Cochlear implants are a well accepted technique for the management of profound sensory hearing loss. While outcomes from implantation tend to be good, up to 15% of cochlear implant recipients get poor speech perception with no clinical reason apparent. Some of this poor performance may be due to factors within the auditory cortices. Study of how the brain adapts to the reintroduction of auditory input via cochlear implants may ultimately allow clinicians to predict which patients will get suboptimal outcomes from implantation. This would permit more accurate counselling of prospective implant candidates and potentially more focussed rehabilitation for those predicted to get poorer outcomes.
Our short term aims are to compare cortical activations in normal hearing and cochlear implant recipients and then study specific subgroups of implant users. Our longer term aims are to develop functional neuroimaging techniques that can be used as part of the cochlear implant assessment process to aid prediction of likely outcomes on an individual patient basis.
In this presentation, cochlear implantation will be discussed to provide background information to the PET investigation of cochlear implant recipients.

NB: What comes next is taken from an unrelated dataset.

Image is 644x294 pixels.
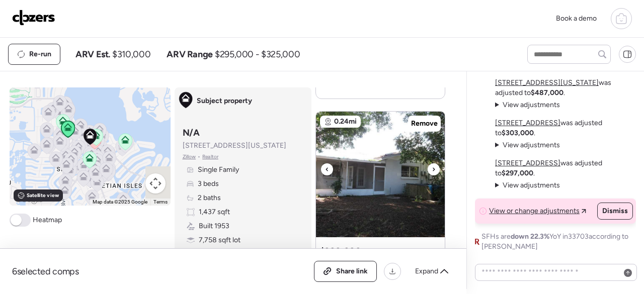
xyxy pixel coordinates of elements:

The findings of our study that compared the cortical changes observed in patients with bilateral cochlear implants and normal hearing controls will be discussed in greater detail.
Kevin Green is a consultant ENT surgeon based at Manchester Royal Infirmary and specialises in the implantation of auditory devices for the rehabilitation of deafness. His main areas of research are hearing loss and its rehabilitation and the application of functional neuroimaging techniques in deaf patients both before and after cochlear implantation.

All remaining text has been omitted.